SK hynix just said AI memory demand is now so large that it will double wafer capacity within 5 years, yet still expects supply to stay tight until 2030.
A wafer is the round silicon starting plate that becomes thousands of memory chips, so doubling wafer capacity basically means SK hynix is trying to expand the physical base of its chip output, not just run current lines harder.
AI supply is increasingly constrained by the physical rhythm of memory manufacturing, where wafers, packaging, yields, and supply agreements move far slower than GPU roadmaps.
The pressure comes from HBM (High-bandwidth memor), the stacked memory used beside Nvidia GPUs.
HBM is hard to scale because it needs advanced DRAM, stacking, packaging, testing, and close work with GPU designers, which is why SK hynix is working with Nvidia and TSMC on HBM4 base dies.
--- The global memory market.
The global memory market has 2 main layers: DRAM, which includes the memory used next to CPUs and AI GPUs, and NAND flash, which is the storage inside SSDs, phones, and data centers.

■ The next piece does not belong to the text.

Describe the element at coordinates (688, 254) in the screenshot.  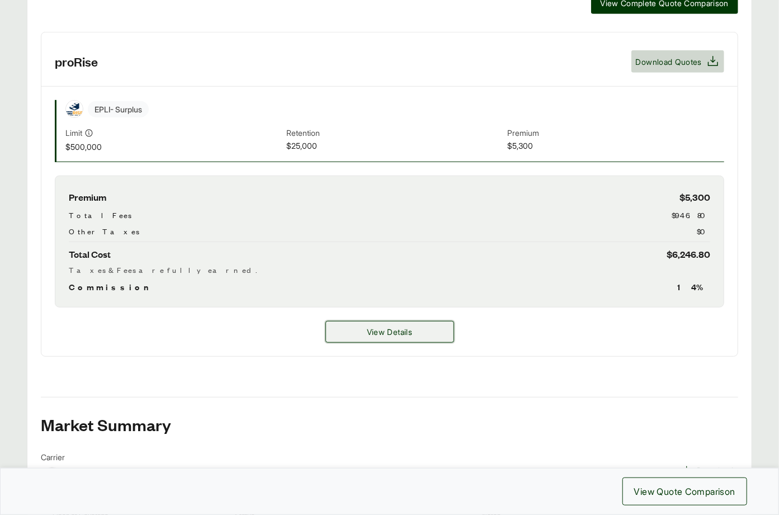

In DRAM, the market is extremely concentrated, with Samsung at 38.5%, SK hynix at 28.8%, and Micron at 22.4% in 1Q26, meaning the top 3 control about 90% of global DRAM revenue.
In HBM, which is a premium submarket inside DRAM, the AI-specific memory used beside Nvidia GPUs, SK hynix is the market leader, with 58% share in 1Q26, while Samsung and Micron each had 21%.
HBM, or High Bandwidth Memory, is a special form of DRAM built for extreme data movement.
The difference is physical design.
Normal DRAM chips usually sit on memory modules or near the processor, and data moves through relatively narrower connections.
HBM stacks multiple DRAM dies vertically and places them very close to the GPU through advanced packaging, which creates a much wider data path.
That wider path gives AI chips much higher memory bandwidth, meaning the GPU can receive data faster instead of sitting idle.